Quite the most charitable construct that can be placed upon the handling of the chicken deaths in West Bengal and the very real risk of food poisoning is that the government has woken up late.
To say this is not to be alarmist; only to underline the Chief Minister’s verbal demarche to the Secretary, Animal Resource Development, at the administrative meeting in Bolpur on Wednesday.
Are traders operating in cahoots with the administration of the districts now grappling with the avian affliction? For Mamata Banerjee was remarkably explicit on the fact that the department had “suppressed” the chicken deaths at Baduria in North 24-Parganas.
In the net, the dead birds are reaching the retail market, and thence to the dining table of restaurants and homes… with no questions asked. Apart from the departmental head, the CM has laid the blame at the door of the District Magistrate and SP as well.
The alleged culpability is suggestive of a degree of callous indifference at the official level, one that has been exploited to the hilt by poultry traders.
For the past few days, rampant death of chicken has been reported in the poultries of Baduria and Arambagh in Hooghly district.
And the meat has been sold to restaurants in Kolkata, prompting the KMC to initiate an inquiry into the matter.
The bare facts point to a well-coordinated racket in food adulteration, one that has been in operation with scant regard for public health, let alone food safety.
It thus comes about that the dead chicken are being administered an injection allegedly by traders to preserve the “rotten meat” which is sold to eateries and the markets.
The fiddle, injurious to the chicken as much as humans, has been thriving for the past eight months, if a report in this newspaper is any indication.
The unscrupulous traders are assured of a ready market, most particularly in Barasat, and in Kolkata as well.
The fact that chicken-deaths have assumed almost endemic proportions in a swathe of rural Bengal needs urgently to be probed.
The KMC’s essay towards action comes horribly late in the day. The test to determine the presence of formalin ~ a chemical substance ~ in samples of the meat that has been collected, ought to have been conducted much earlier.
The civic body’s alibi that the test is a “long process and cannot be done in a day” is not impressive.
Having been a mute witness to the developing crisis in food safety, the KMC has put its shoulder to the wheel only after the Chief Minister articulated her concern over the chicken-deaths, consumption of meat of the dead chicken, and the impact on consumers. It can’t all be left to her; those down the line must also do their jobs.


_BRIEF_. In your reply, write out the records exactly, each line intact.

EXERCISE DATA below:

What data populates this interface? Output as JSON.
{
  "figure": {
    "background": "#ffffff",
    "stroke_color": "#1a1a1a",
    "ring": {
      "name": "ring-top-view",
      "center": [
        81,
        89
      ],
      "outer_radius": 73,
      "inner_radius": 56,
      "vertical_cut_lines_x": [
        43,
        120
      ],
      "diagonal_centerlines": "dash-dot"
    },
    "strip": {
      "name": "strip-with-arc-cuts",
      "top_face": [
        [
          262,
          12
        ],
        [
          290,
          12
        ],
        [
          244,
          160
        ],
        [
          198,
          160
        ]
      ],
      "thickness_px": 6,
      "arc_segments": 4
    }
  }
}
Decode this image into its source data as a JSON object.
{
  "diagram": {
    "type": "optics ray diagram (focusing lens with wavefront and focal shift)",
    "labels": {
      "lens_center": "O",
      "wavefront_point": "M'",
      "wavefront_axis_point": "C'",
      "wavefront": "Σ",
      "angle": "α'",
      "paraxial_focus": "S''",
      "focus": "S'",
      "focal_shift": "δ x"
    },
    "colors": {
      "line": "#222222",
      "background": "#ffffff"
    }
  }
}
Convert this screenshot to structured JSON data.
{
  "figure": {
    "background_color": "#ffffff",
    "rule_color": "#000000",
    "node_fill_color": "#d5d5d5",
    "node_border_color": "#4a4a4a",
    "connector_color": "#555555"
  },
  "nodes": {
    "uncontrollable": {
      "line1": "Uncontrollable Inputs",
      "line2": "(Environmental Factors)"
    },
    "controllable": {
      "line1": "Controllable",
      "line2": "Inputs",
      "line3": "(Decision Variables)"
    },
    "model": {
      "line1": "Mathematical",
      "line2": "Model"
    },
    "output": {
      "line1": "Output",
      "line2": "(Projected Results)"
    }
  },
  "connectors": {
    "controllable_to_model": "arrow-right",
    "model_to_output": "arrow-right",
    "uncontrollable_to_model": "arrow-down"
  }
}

End of EXERCISE DATA.

_SOLVED PROBLEM_.
What data populates this interface? Output as JSON.
{
  "figure": {
    "background": "#ffffff",
    "stroke_color": "#1a1a1a",
    "ring": {
      "name": "ring-top-view",
      "center": [
        81,
        89
      ],
      "outer_radius": 73,
      "inner_radius": 56,
      "vertical_cut_lines_x": [
        43,
        120
      ],
      "diagonal_centerlines": "dash-dot"
    },
    "strip": {
      "name": "strip-with-arc-cuts",
      "top_face": [
        [
          262,
          12
        ],
        [
          290,
          12
        ],
        [
          244,
          160
        ],
        [
          198,
          160
        ]
      ],
      "thickness_px": 6,
      "arc_segments": 4
    }
  }
}
Decode this image into its source data as a JSON object.
{
  "diagram": {
    "type": "optics ray diagram (focusing lens with wavefront and focal shift)",
    "labels": {
      "lens_center": "O",
      "wavefront_point": "M'",
      "wavefront_axis_point": "C'",
      "wavefront": "Σ",
      "angle": "α'",
      "paraxial_focus": "S''",
      "focus": "S'",
      "focal_shift": "δ x"
    },
    "colors": {
      "line": "#222222",
      "background": "#ffffff"
    }
  }
}
Convert this screenshot to structured JSON data.
{
  "figure": {
    "background_color": "#ffffff",
    "rule_color": "#000000",
    "node_fill_color": "#d5d5d5",
    "node_border_color": "#4a4a4a",
    "connector_color": "#555555"
  },
  "nodes": {
    "uncontrollable": {
      "line1": "Uncontrollable Inputs",
      "line2": "(Environmental Factors)"
    },
    "controllable": {
      "line1": "Controllable",
      "line2": "Inputs",
      "line3": "(Decision Variables)"
    },
    "model": {
      "line1": "Mathematical",
      "line2": "Model"
    },
    "output": {
      "line1": "Output",
      "line2": "(Projected Results)"
    }
  },
  "connectors": {
    "controllable_to_model": "arrow-right",
    "model_to_output": "arrow-right",
    "uncontrollable_to_model": "arrow-down"
  }
}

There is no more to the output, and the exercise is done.